IMF Develops Common Law Framework For CBDCs For Safe Transactions
Key Points:
- The International Monetary Fund (IMF) is hard at work on a global infrastructure design that will assure CBDC settlement interoperability.
- The IMF wants central banks to agree on a single regulatory framework for digital currencies that would allow for worldwide interoperability.
According to Bloomberg, the International Monetary Fund (IMF) is developing a framework for central bank digital currencies (CDBCs) to facilitate cross-border transactions, IMF Managing Director Kristalina Georgieva stated on Monday.
According to Georgieva, new platforms for cross-border CBDCs might be more effective and secure while still allowing nations to conduct compliance checks and financial restrictions.
“For this reason, at the IMF, we are working on the concept of a global CBDC platform,” Georgieva told a conference attended by African central banks in Rabat, Morocco.
“CBDCs should not be fragmented national propositions… To have more efficient and fairer transactions we need systems that connect countries: we need interoperability,” she added.
Tobias Adrian, head of the IMF’s monetary and capital markets section, believes that a worldwide CBDC platform with capital restrictions may reduce payment costs – but such a scenario is far from crypto enthusiasts’ fantasy of decentralized financial systems.
“Our blueprint for a new class of platforms would enhance and ensure greater interoperability, efficiency, and safety in cross-border payments, as well as in domestic financial markets. The cost, sluggishness, and opacity of cross-border payments comes from limited infrastructure,” Adrian remarked in a lecture in Rabat, Morocco.
The International Monetary Fund (IMF) wants central banks to agree on a single regulatory framework for digital currencies that would allow for worldwide interoperability. Failing to agree on a single platform would leave a need that cryptocurrencies would certainly fill, according to Georgieva.
Several monetary policy organizations have been investigating the prospects of central-bank-issued digital currencies, owing to decreased usage of cash and increased interest in crypto assets.
10 of the 14 central banks considering issuing a national digital tender are “already crossing the finish line,” she said, adding that “a lot that is still not decided” on regulating and coordinating CBDCs.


▸ WORK ORDER: For each line of the data below that contains "Joined", return that line.

** MATERIAL PROVIDED follows **

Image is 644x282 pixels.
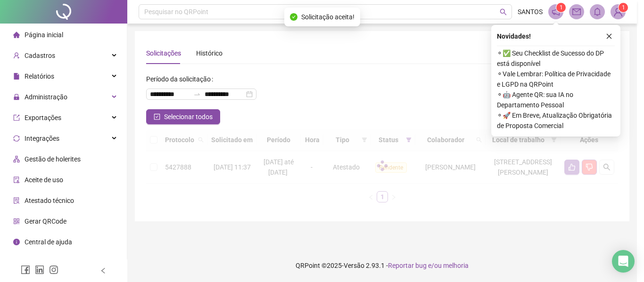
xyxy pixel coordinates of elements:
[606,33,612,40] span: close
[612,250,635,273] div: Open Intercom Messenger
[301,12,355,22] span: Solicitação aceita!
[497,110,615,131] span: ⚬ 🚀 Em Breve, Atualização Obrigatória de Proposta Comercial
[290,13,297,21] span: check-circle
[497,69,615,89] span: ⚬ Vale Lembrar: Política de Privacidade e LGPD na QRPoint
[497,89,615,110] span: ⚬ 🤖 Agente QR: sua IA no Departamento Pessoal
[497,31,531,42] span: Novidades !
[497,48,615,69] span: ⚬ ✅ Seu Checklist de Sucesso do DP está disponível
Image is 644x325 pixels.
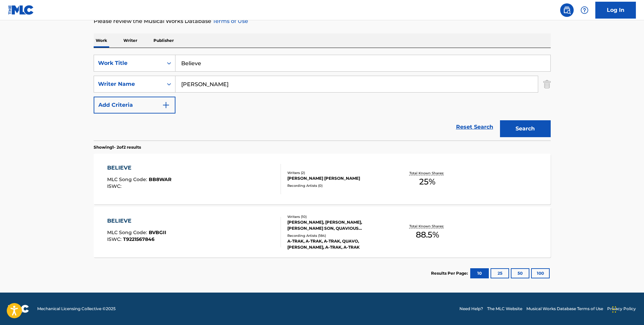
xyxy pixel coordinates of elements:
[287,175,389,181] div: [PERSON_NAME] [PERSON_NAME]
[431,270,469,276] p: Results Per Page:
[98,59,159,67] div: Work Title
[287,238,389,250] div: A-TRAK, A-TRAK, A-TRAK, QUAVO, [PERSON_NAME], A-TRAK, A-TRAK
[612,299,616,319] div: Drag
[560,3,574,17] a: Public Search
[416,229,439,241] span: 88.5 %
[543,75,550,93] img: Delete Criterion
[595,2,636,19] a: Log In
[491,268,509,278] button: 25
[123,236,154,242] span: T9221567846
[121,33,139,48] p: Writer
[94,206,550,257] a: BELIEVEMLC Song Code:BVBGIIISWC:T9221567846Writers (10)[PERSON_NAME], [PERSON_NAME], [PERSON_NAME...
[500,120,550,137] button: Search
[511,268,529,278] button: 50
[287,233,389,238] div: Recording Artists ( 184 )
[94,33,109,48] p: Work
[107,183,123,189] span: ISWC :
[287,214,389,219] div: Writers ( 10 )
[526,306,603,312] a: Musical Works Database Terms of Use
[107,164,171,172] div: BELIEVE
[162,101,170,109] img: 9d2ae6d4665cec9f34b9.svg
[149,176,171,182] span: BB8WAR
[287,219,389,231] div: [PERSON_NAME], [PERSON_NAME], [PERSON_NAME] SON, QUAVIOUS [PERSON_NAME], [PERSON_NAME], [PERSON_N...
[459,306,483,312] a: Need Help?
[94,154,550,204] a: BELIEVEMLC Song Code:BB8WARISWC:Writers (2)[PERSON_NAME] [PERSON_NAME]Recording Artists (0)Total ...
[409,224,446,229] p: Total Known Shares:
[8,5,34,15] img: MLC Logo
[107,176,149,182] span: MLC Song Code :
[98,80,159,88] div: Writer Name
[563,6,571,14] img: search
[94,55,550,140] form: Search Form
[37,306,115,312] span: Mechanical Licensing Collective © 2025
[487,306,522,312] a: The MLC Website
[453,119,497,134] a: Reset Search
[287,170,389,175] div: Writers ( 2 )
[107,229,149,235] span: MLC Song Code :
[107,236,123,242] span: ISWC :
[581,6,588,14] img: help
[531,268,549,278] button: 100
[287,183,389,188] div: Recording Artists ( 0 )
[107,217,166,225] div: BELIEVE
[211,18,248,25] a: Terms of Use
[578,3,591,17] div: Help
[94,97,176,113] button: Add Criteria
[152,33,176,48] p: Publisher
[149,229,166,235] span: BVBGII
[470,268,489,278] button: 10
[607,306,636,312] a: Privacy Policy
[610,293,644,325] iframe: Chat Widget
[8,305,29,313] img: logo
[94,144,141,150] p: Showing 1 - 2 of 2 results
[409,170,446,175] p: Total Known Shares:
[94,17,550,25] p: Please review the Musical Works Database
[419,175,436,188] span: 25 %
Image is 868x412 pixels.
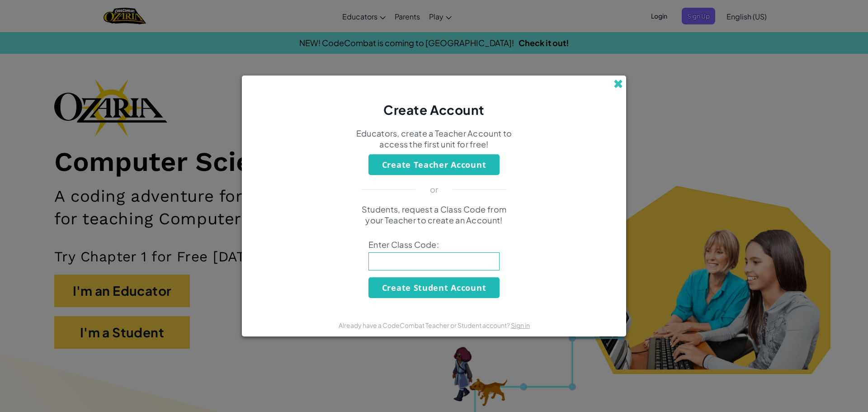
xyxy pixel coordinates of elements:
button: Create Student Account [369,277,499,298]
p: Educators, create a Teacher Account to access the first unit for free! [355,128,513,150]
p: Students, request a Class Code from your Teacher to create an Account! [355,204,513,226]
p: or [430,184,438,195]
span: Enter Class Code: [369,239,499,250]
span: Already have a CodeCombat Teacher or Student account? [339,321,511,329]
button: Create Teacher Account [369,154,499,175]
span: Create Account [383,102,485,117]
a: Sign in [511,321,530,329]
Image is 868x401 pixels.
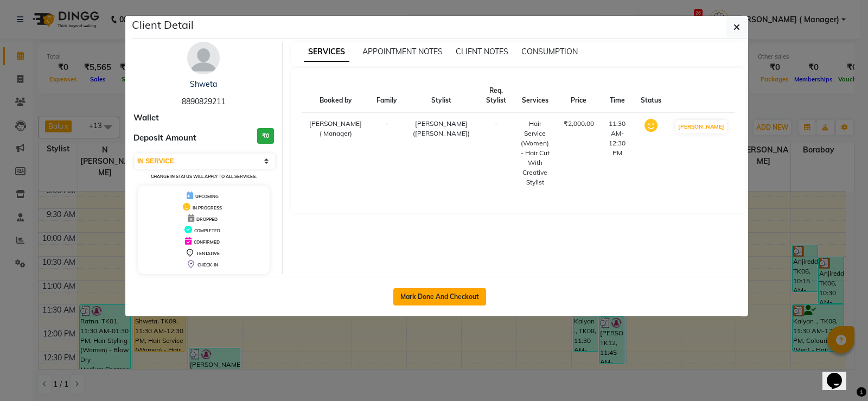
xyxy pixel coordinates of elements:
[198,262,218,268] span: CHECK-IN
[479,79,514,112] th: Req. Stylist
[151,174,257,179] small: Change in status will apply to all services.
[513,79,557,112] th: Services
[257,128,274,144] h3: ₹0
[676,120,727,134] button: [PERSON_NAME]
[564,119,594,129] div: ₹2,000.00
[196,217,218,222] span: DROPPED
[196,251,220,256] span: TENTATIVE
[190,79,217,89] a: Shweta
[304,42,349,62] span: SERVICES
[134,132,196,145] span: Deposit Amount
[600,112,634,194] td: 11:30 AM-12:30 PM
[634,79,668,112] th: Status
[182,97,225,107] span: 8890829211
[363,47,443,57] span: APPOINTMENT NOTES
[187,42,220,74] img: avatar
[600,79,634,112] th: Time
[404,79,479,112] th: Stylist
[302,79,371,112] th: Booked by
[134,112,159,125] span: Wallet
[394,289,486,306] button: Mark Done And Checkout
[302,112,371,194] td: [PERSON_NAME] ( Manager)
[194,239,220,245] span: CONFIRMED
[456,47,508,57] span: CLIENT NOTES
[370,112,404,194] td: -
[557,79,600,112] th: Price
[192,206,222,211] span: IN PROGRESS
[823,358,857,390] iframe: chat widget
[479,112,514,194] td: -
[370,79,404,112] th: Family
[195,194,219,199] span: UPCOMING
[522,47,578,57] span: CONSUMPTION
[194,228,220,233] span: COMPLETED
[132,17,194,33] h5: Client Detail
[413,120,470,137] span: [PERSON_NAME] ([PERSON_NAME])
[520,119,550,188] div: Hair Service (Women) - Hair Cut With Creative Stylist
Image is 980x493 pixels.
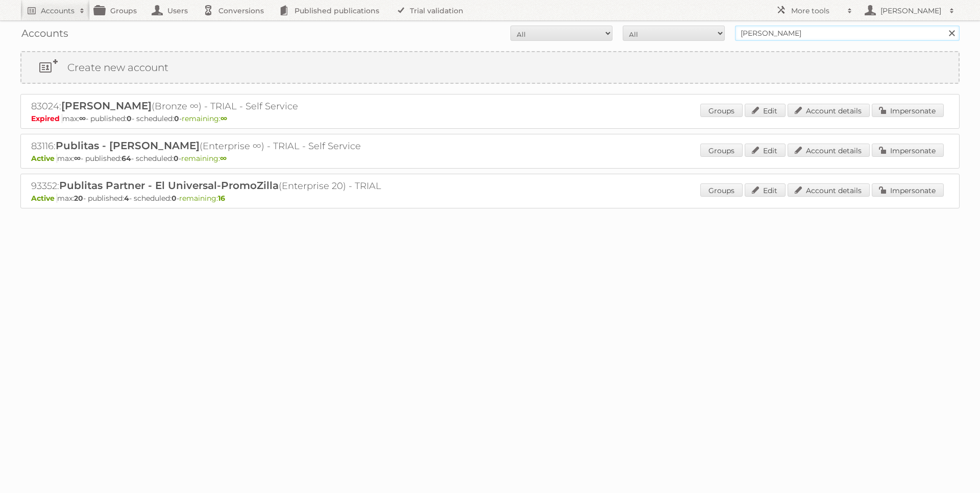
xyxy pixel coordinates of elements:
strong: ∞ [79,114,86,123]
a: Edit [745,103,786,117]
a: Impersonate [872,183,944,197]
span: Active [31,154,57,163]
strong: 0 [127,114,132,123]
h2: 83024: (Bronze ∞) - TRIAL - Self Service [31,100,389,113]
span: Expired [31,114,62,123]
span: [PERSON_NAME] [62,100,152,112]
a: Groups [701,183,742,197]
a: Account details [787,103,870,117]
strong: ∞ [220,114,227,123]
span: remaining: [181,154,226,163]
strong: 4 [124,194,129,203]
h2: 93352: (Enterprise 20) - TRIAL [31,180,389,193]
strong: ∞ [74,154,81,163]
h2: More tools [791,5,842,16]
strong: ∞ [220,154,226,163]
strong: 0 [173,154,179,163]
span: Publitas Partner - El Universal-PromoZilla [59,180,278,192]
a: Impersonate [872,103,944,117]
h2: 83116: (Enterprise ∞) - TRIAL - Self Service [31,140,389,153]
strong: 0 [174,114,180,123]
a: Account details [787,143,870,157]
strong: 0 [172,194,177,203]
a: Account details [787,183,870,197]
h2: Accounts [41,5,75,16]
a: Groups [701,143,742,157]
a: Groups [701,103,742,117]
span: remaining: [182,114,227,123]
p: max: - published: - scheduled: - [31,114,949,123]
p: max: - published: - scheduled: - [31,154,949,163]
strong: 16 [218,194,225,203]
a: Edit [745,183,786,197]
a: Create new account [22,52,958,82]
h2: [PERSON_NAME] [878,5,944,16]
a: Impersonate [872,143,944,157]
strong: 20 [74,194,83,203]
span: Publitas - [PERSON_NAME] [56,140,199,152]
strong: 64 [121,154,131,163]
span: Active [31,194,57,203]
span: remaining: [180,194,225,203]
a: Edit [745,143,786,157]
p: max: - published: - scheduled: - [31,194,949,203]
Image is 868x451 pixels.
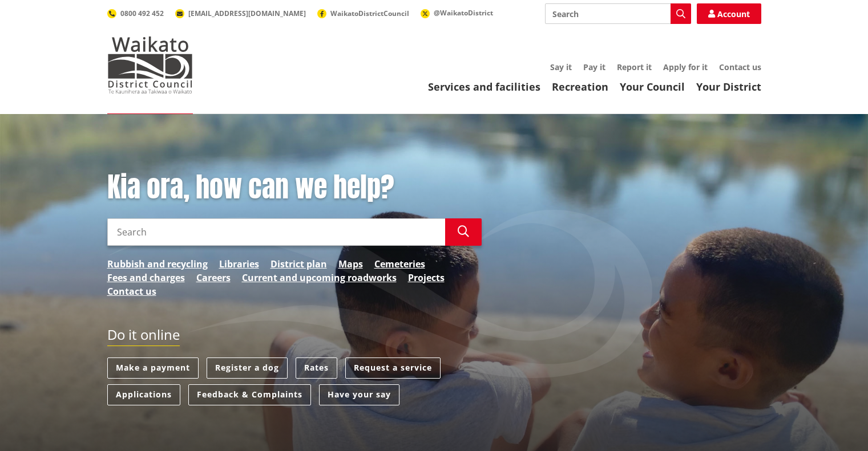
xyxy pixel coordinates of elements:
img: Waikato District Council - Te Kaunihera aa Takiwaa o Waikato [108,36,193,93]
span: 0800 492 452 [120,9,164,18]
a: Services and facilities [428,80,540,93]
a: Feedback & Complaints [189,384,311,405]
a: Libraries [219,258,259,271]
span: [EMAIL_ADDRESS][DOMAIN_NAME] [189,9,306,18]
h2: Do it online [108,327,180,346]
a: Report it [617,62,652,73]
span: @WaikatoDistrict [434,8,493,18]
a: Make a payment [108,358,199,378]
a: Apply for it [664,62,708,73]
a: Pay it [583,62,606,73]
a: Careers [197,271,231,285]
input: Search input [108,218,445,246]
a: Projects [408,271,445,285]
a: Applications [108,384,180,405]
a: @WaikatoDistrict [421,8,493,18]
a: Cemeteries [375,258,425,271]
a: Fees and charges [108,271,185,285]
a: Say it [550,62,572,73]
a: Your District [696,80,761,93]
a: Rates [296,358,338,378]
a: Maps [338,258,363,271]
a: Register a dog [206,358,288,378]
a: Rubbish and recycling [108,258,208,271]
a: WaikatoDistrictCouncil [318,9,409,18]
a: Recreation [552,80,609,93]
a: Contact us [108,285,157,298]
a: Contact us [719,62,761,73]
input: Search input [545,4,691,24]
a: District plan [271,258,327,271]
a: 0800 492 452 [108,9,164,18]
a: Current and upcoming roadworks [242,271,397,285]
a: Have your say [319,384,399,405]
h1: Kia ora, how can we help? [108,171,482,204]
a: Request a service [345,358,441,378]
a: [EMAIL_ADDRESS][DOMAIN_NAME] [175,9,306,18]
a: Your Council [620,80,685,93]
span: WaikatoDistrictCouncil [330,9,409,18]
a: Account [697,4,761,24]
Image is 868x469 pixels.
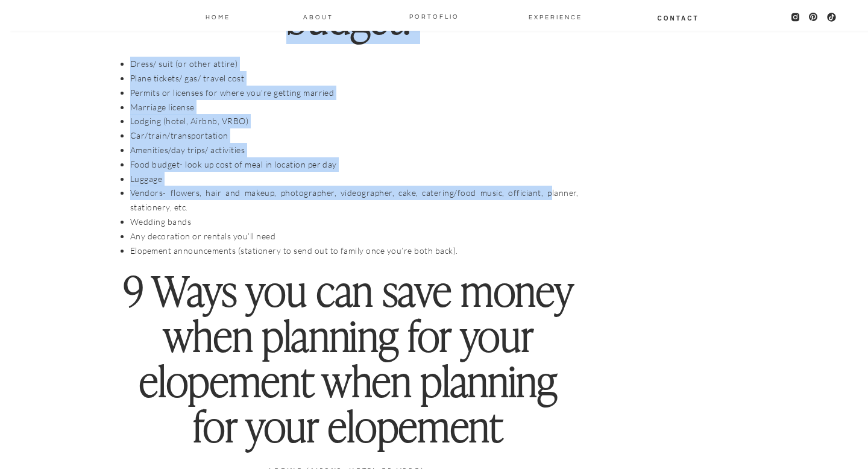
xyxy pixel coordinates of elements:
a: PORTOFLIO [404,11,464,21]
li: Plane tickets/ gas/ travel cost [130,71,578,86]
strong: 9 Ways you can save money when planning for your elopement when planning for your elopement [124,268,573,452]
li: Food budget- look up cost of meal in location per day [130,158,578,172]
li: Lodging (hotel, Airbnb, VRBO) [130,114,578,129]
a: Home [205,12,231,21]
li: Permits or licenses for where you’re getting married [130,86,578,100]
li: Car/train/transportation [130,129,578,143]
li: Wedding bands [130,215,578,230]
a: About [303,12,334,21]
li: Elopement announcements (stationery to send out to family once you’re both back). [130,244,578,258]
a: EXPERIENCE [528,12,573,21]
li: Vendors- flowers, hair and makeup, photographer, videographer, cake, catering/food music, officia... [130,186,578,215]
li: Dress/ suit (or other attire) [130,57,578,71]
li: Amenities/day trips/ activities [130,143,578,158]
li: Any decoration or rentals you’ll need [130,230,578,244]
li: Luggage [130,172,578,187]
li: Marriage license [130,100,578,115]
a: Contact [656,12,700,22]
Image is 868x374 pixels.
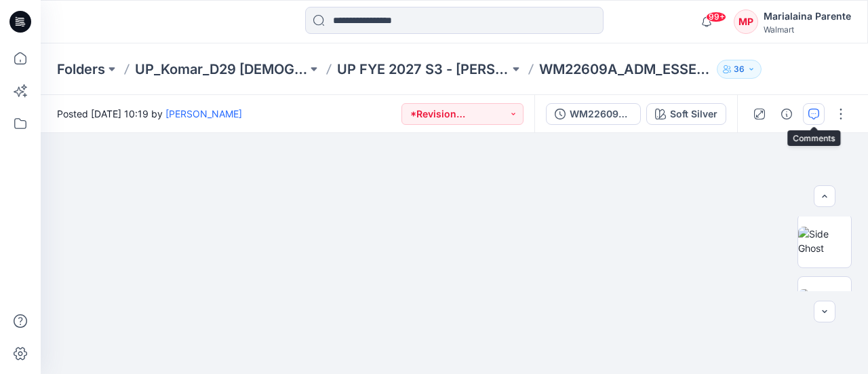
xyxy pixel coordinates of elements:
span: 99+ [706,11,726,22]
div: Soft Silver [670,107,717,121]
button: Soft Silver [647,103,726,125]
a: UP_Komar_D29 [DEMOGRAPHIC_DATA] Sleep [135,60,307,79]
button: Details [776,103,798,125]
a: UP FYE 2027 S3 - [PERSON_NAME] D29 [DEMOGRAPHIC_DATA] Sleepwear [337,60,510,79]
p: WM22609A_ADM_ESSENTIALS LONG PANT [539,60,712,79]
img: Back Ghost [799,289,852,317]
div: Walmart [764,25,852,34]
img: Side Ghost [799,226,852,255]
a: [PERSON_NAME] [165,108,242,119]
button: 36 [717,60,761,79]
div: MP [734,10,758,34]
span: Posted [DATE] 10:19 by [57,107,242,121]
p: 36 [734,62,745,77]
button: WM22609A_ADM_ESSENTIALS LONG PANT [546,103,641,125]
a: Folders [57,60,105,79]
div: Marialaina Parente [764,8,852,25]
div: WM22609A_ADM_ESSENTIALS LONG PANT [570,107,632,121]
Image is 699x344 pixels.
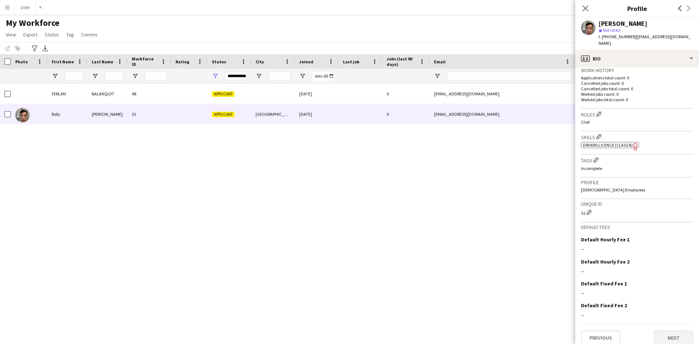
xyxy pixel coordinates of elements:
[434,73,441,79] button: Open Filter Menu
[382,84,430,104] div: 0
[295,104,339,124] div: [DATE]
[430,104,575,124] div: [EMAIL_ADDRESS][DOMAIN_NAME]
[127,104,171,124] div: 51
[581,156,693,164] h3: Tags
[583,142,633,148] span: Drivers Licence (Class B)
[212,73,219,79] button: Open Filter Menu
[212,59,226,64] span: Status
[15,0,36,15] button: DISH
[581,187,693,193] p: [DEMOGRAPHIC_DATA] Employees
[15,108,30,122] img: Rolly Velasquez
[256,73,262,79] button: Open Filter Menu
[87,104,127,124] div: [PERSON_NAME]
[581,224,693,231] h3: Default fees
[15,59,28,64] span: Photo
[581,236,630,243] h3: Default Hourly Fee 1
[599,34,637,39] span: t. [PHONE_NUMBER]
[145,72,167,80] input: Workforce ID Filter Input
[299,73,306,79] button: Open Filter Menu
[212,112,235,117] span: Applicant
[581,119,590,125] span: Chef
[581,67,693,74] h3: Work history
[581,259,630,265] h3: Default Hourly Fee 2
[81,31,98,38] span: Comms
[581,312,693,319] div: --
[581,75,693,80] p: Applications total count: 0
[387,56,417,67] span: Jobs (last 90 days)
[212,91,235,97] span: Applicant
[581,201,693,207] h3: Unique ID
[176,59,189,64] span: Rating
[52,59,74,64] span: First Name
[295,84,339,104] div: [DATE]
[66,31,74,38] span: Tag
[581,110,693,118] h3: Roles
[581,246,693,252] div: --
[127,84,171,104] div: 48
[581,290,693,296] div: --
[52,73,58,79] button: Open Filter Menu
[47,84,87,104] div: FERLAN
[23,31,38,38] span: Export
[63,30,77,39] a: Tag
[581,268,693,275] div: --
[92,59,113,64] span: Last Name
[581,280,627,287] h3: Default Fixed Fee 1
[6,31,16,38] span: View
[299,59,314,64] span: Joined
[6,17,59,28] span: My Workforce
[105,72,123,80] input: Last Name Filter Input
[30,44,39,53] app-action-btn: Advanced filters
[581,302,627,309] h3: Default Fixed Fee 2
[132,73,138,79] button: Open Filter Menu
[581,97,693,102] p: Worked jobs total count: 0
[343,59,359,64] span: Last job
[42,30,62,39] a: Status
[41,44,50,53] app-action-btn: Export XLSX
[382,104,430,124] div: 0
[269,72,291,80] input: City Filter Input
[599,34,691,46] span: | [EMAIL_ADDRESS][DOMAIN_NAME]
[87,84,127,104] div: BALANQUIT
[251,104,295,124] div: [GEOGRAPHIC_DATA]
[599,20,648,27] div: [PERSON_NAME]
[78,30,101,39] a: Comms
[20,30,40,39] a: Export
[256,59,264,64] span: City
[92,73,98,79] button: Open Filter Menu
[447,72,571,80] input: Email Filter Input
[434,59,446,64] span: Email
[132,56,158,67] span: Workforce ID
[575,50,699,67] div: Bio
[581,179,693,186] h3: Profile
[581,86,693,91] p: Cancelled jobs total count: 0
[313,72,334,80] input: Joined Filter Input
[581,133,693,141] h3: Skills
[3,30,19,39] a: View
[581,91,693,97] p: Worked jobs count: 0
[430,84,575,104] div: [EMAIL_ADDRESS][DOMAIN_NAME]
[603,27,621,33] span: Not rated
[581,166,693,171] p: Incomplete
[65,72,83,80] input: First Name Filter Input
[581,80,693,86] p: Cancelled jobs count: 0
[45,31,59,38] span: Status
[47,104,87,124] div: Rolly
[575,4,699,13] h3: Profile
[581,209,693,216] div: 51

** End of MATERIAL PROVIDED **

▸ EXPECTED ANSWER:
[299,59,314,64] span: Joined
[313,72,334,80] input: Joined Filter Input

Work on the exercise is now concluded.